What you should do: Find the line with "What do you see at coordinates (435, 359)" in the entries below, then reproduce it and every line after it down to and including the line with "This screenshot has height=513, width=812.", exactly.

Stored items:
*** Block opens ***

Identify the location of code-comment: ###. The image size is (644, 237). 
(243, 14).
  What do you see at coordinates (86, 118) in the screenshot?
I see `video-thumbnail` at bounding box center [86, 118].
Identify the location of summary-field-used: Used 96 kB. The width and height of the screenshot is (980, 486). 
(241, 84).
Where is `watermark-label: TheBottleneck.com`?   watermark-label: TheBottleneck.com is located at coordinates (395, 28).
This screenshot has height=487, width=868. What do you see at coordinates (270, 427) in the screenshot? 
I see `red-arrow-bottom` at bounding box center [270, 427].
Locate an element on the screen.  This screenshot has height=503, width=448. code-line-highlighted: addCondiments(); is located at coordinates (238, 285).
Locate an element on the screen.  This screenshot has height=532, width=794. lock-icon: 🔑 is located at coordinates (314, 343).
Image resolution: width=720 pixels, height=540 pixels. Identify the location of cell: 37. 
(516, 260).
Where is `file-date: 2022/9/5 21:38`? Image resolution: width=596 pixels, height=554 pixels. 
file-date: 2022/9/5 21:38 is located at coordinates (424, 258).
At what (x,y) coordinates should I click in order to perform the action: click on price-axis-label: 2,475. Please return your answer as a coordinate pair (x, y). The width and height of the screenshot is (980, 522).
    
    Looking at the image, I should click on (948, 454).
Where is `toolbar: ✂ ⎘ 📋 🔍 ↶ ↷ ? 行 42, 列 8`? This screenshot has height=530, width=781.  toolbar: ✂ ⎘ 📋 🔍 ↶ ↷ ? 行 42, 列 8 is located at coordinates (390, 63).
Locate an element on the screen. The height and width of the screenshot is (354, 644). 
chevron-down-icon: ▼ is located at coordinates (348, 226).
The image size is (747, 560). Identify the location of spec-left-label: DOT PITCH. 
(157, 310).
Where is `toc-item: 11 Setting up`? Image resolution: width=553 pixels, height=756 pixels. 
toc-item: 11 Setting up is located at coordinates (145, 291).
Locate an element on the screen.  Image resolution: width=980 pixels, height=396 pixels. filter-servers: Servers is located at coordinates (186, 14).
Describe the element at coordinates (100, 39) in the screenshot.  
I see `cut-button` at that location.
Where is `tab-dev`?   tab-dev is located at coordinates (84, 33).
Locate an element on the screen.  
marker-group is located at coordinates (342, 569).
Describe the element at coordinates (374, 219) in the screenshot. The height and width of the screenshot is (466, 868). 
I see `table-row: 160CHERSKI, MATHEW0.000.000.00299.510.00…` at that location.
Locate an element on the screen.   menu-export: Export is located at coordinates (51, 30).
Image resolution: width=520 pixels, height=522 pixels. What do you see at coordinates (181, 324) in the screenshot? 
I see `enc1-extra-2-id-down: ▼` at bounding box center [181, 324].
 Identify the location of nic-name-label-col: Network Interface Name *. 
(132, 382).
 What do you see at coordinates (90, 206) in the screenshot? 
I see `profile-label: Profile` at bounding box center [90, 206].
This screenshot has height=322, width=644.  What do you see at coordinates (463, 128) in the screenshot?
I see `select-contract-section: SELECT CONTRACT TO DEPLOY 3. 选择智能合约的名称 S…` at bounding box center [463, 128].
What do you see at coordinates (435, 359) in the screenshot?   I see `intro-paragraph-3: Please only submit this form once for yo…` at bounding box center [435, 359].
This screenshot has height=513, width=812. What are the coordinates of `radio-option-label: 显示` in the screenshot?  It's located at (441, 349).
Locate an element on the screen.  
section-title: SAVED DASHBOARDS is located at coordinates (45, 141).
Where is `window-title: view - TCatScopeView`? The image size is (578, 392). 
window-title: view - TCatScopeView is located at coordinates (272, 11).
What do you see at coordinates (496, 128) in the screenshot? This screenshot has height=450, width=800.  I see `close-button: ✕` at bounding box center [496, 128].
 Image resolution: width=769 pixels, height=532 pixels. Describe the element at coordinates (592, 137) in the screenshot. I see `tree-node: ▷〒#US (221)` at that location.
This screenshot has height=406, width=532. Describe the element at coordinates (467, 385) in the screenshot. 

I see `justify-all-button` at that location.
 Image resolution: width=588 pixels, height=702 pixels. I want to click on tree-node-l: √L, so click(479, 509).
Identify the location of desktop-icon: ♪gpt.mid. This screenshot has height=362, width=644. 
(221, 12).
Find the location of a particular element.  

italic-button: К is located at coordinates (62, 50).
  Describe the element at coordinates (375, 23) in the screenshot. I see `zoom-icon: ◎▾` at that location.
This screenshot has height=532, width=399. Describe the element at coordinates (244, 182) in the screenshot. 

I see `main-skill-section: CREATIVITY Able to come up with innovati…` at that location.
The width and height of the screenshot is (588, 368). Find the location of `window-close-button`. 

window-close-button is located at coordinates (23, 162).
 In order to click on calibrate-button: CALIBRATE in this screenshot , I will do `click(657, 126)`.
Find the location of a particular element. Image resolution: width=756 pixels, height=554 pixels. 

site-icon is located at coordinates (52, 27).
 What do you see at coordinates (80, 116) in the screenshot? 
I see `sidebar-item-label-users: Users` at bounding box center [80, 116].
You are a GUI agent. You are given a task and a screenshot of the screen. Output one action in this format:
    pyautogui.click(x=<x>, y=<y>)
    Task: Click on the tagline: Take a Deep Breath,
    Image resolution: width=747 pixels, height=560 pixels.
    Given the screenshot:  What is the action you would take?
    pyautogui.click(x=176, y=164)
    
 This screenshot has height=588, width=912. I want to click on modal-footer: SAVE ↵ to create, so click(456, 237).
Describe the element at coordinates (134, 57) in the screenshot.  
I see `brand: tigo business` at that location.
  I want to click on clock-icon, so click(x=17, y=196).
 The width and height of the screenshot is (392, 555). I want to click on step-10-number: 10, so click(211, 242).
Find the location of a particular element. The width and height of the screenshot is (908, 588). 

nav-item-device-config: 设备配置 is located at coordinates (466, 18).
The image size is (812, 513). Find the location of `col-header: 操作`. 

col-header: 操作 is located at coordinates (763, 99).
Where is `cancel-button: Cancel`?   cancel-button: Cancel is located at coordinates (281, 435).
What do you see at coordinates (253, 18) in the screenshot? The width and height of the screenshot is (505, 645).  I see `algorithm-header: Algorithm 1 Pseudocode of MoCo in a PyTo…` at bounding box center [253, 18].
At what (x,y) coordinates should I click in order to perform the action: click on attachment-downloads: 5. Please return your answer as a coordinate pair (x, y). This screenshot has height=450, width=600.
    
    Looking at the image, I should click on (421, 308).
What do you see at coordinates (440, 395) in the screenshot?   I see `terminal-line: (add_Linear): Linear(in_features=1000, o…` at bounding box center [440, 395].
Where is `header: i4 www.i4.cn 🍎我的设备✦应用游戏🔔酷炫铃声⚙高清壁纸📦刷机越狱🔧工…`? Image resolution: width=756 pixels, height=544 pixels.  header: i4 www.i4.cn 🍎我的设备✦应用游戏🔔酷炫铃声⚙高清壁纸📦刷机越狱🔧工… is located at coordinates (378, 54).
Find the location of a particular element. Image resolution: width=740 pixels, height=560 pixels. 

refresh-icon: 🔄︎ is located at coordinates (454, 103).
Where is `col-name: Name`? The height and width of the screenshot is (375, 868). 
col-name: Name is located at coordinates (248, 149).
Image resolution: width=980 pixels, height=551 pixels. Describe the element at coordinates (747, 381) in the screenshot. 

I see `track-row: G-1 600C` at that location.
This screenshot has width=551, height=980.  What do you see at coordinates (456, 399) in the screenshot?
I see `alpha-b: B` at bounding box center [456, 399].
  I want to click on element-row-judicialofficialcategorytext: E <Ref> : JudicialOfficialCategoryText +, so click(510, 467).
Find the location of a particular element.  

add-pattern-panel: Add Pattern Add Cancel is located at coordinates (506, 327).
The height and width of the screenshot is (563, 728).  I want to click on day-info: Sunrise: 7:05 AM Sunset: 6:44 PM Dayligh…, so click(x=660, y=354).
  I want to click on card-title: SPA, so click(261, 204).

*** Block closes ***

Task result:
What do you see at coordinates (435, 359) in the screenshot?   I see `intro-paragraph-3: Please only submit this form once for yo…` at bounding box center [435, 359].
This screenshot has height=513, width=812. What are the coordinates of `radio-option-label: 显示` in the screenshot?  It's located at (441, 349).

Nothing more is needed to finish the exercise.